Shadow World Review: “All the Pretty Horses”

This blog is a bit of a spin off of my “Can It” or “Canon” series, where I delve into various aspects of Shadow World. Since it doesn’t quite fit into the “Canon” series, I’ll call it “Shadow World Review”.

Today’s topic concerns our favorite 4-legged beast: the horse, and to a lesser extent cows and cattle. Horses are sort of a given in almost every fantasy campaign, a terran creature needed to fit into existing tropes: the mounted knight etc. Cows/cattle are also a requisite, even if in the background to supply the hide for all of the leather goods also common in fantasy rpgs!

However, if you were to read the SW books, horses are not that prominent and cattle are barely mentioned. In the SWMA, horses are only mentioned 35 times and cattle twice. Of the 35 horse mentions, many are context references to steardan, pegasus or a comparison of intelligence. Only a few societies are “horse based” and reading through most of Terry’s vignettes, horses seem to be exceedingly rare. (Of course the blight that hits and decimates the horses in Emer in the Third Era also helped kill off the “horse trope”.)

Based on my use of the earlier SW books: Iron Wind, Jaiman, Tanara and my own campaigns, I’m not sure the players ever had horses! They feel more of after thought…a few thoughts:

  1. Early “Loremaster Series” books emphasized the demising nature of the Essence Flows. Travel was DIFFICULT and unpredictable–thus the need for Navigators. Most lands and countries were physically isolated from one another, making horses seem a bit impractical.
  2. Cool mounts. Terry already embraced the idea of setting unique mounts. Why bother will horses when you can add flavor to the SW setting.
  3. Land. Besides Emer, which has some open land and plains, SW is frequently small land masses, with diverse elevations, climates that aren’t that horse friendly.

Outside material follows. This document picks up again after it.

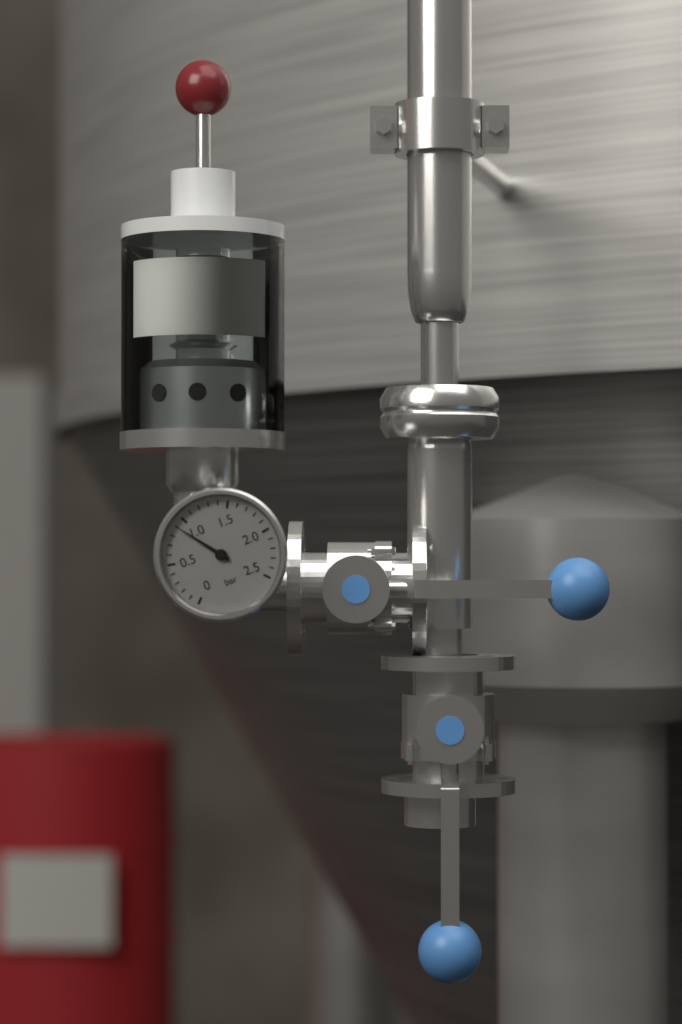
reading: 0.9 bar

Similarly, the appearance of “cows & cattle” are infrequent throughout Terry’s books. Leather is a common material in the RM system and SW books, but we don’t see that much focus on it’s source. Of course, leather is just hide, and SW creatures provide a lot of opportunity to source “leather”. Jengada recently blogged about this overall topic HERE, and I posted up some SW specific armors in a file via HERE.

Anyway the point of this blog was more a quasi thought experiment. Despite being tagged as a “kitchen sink” setting, SW has many unique elements. I don’t know where horses and cows fit into your use of SW, but I had to comment on it!

3 Replies to “Shadow World Review: “All the Pretty Horses””

  1. I would not discount horses from SW so easily.

    First of all, the Emer climate is similar to north/central africa so general horse-unfriendly except for some niches.

    Jaiman has much nicer climate for horses.

    And as Peter might ascertain horses dont need large continents for proliferation.

    As for climates the Kith and Pfurgh are more adapted for Emer.

    Yes, there are some non-magical/monsterous alternatives to Horses in SW but i would not go so far as that are directly competing against.

  2. The knight works awesome in a story or movie and terrible at a game table. Great, you can travel super fast and leave the party in the dust. Then get killed alone with no backup. Or you solo the encounter before the party catches up and no one but you had any fun. And you have to pay tons more in food and shelter. And you have this massive investment that can be stolen while you’re in the tavern because the horse is out back alone. And how are you getting it into the second-floor room of a tower where the climactic battle is happening? You could go the route where everyone are horse nomads. Then you run into the weird combats where everything is either so easy it is boring (staying outside the reach of the enemy while shooting them with composite bows Mongol style), or takes away your horse (have to go into a cave or building on foot). Overall, the fantasy RPG adventure is just easier on foot. There are ways to make it work, there is a solution to every challenge I listed. But often the GM doesn’t want to have to do that much extra work for what really amounts to one player’s speed buff. This, I think, is why so many games have animal companions instead of mounts.

    1. Me thinks that everyone and the poor farmer brags about stolen horses, being an unfair advantage, problematic speeds, or a food hog.

      First and foremost, horses are a narrative and the GM and players should acknowledge this.

      The GM may use horses as a plot hook, players may use them as a combat advantage or easy mode of travel.

      I have seldom if ever experienced a session that used them in an unfair way in relation to the tone and context of the game world.

      If the gameworld is established as nitty-gritty and you brag about horses being stolen — it may be tone, context or narrative rather than unfair treatment by the GM.

      Take time in a “Session Zero” and establish tone, context and possible safety tools for everyones enjoyment.